Ten years have passed since Plasmodiophora brassicae, the clubroot pathogen, was profiled in Molecular Plant Pathology and identified as an emerging phytosanitary problem in Canada. Unfortunately, since then, the clubroot pathogen has made Canada its ‘forever home’ with hundreds of thousands of hectares currently affected by the clubroot pathogen, and more than 80 countries reporting its presence. This devastating pathogen affects mainly the roots of cruciferous plants like canola (rapeseed in Europe), cabbage and broccoli, causing millions of dollars in economic losses every year: the reason why several research groups are actively trying to understand the biology of the pathogen and looking for more efficient ways to manage the disease.

When people think about a plant pathogen, bacteria, viruses, or fungi come to their mind, but the clubroot pathogen is a protist, more related to the causal agent of malaria in humans than to a plant pathogen affecting our tomatoes. Today, we know more about the biology of the clubroot pathogen thanks to breakthroughs like the sequencing of P. brassicae genome in 2015, helping us to understand why this pathogen is unable to complete its life cycle outside the plant, and why it cannot be grown in axenic culture. Using advanced microscopy techniques and a lot of patience, scientists have been able to refine the different steps happening in the roots, from the penetration of resting spores to the release into the soil of new resting spores that will be viable for up to 20 years.
Something else we have learned this last ten years is to better manage the clubroot pathogen. Agronomic solutions have helped to contain the disease in some areas, but the main method that is changing the score in our favor is genetic resistance. Several clubroot resistance genes have been successfully introgressed into rapeseed from other cruciferous crops and those new elite cultivars are being used by growers. However, plants are never safe in the arms race against pathogens, and new virulent pathotypes have been able to breakdown the resistance and keep affecting cruciferous crops around the world. Why and how? We still don’t know, and those are precisely two of the main questions we should try to answer in the coming years. By revealing the mechanisms used by the clubroot pathogen to infect the susceptible host and induce the galls characteristic of this disease, we will better understand how this disease leads to death of the plant. Arming us with knowledge so that we will be prepared to fight an enemy we barely know.
In the pathogen profile entitled: “The clubroot pathogen Plasmodiophora brassicae – a profile update”, we summarized the new findings regarding this pathogen and the main areas that should be deepened in the coming years.

Blog written by Edel Pérez-López.
Muhammad Asim Javed, Arne Schwelm, Nazanin Zamani-Noor, Rasha Salih, Marina Silvestre Vañó, Jiaxu Wu, Melaine González García, Thies Marten Heick, Chaoyu Luo, Priyavashini Prakash and Edel Pérez-López published this pathogen profile in Molecular Plant Pathology:
The clubroot pathogen Plasmodiophora brassicae: A profile update.
TITLE IMAGE: Spores and gall of Brassica clubroot disease caused by Plasmodiophora brassicae. All images used with permission of the author.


What the answer must contain is every line of the records, exactly, with no pictures.

START Extracted material

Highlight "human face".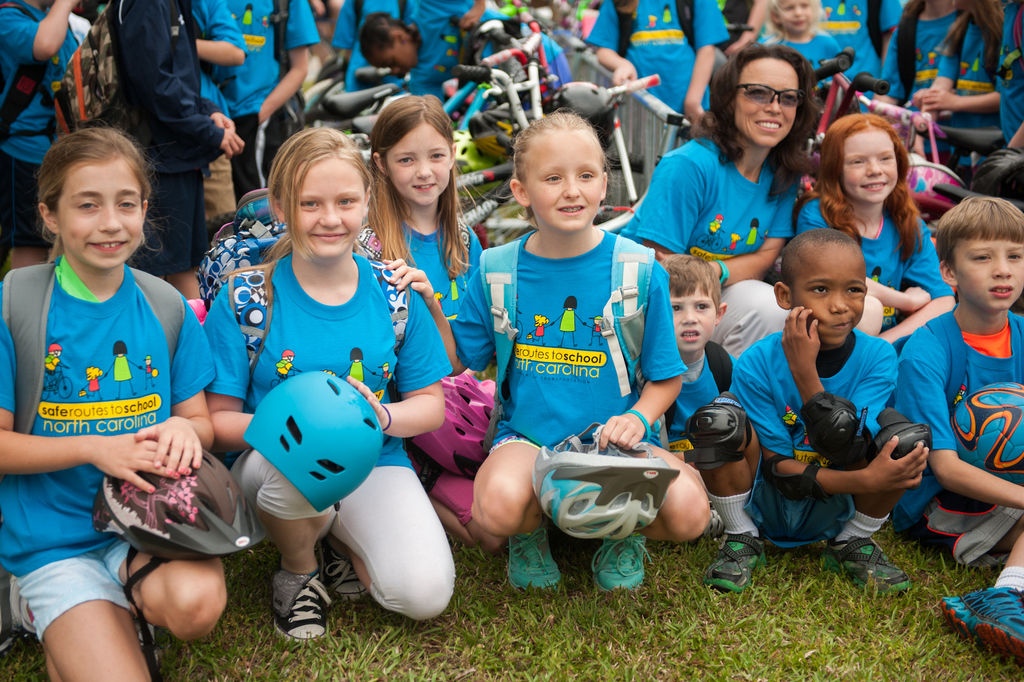
Highlighted region: [left=792, top=244, right=865, bottom=345].
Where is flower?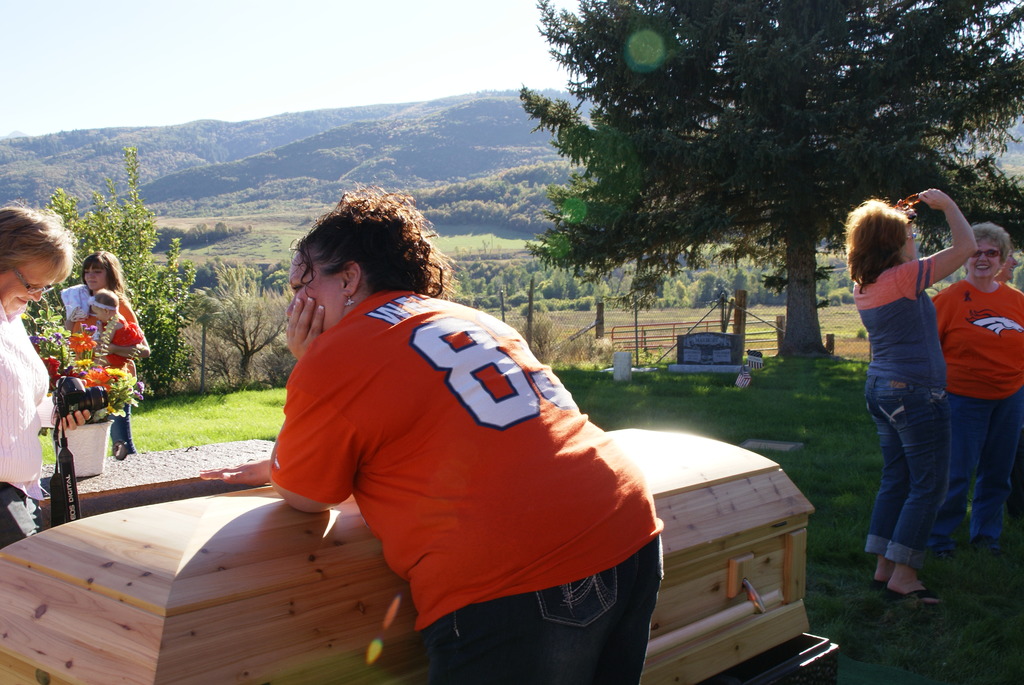
box(68, 333, 97, 354).
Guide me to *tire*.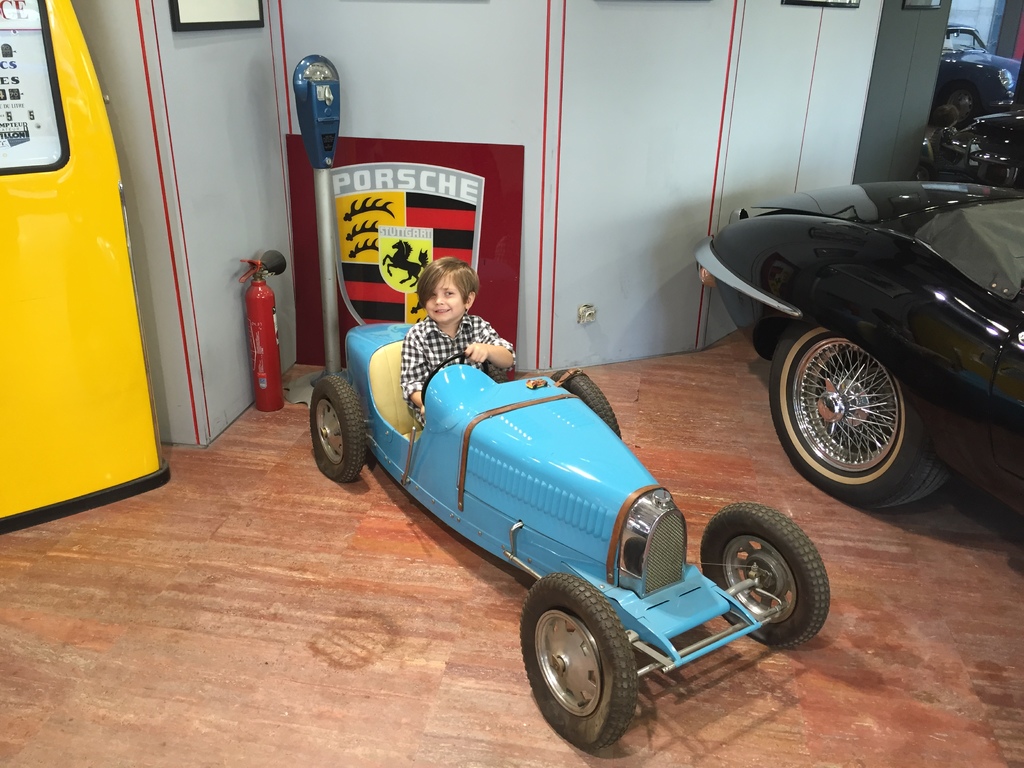
Guidance: Rect(307, 372, 376, 483).
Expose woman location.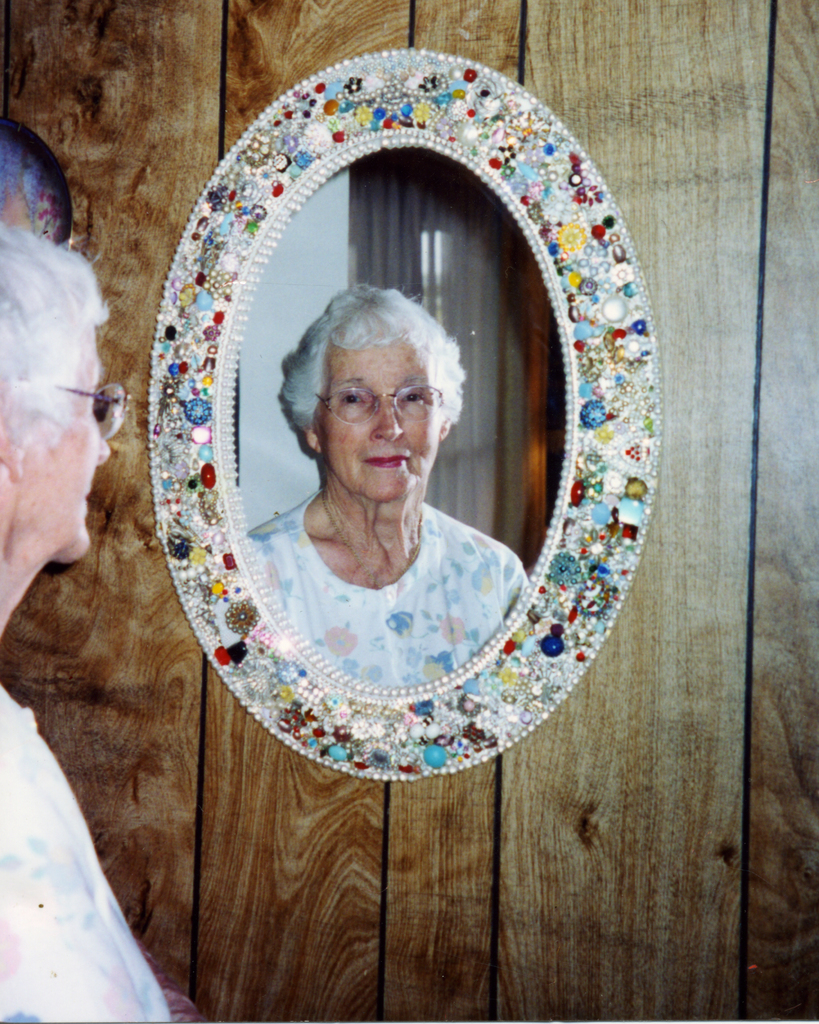
Exposed at <box>238,248,529,634</box>.
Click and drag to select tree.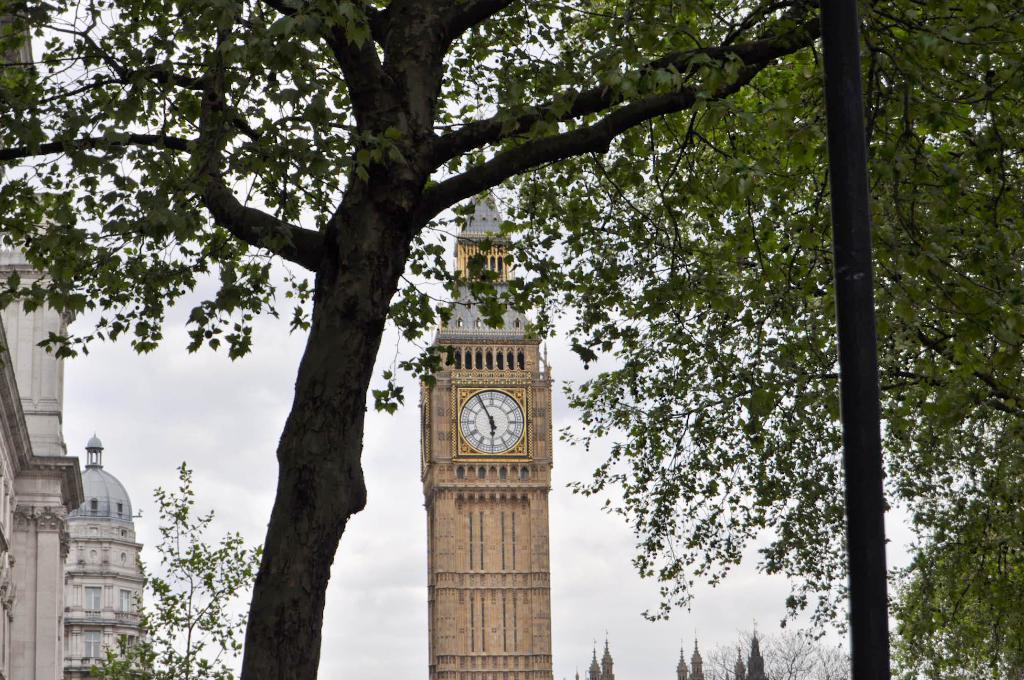
Selection: [x1=86, y1=460, x2=264, y2=679].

END Extracted material

Exercise result –
Highlight "human face".
Highlighted region: [left=792, top=244, right=865, bottom=345].
Where is flower?
box(68, 333, 97, 354).
Guide me to *tire*.
Guidance: Rect(307, 372, 376, 483).
Expose woman location.
Exposed at <box>238,248,529,634</box>.
Click and drag to select tree.
Selection: [x1=86, y1=460, x2=264, y2=679].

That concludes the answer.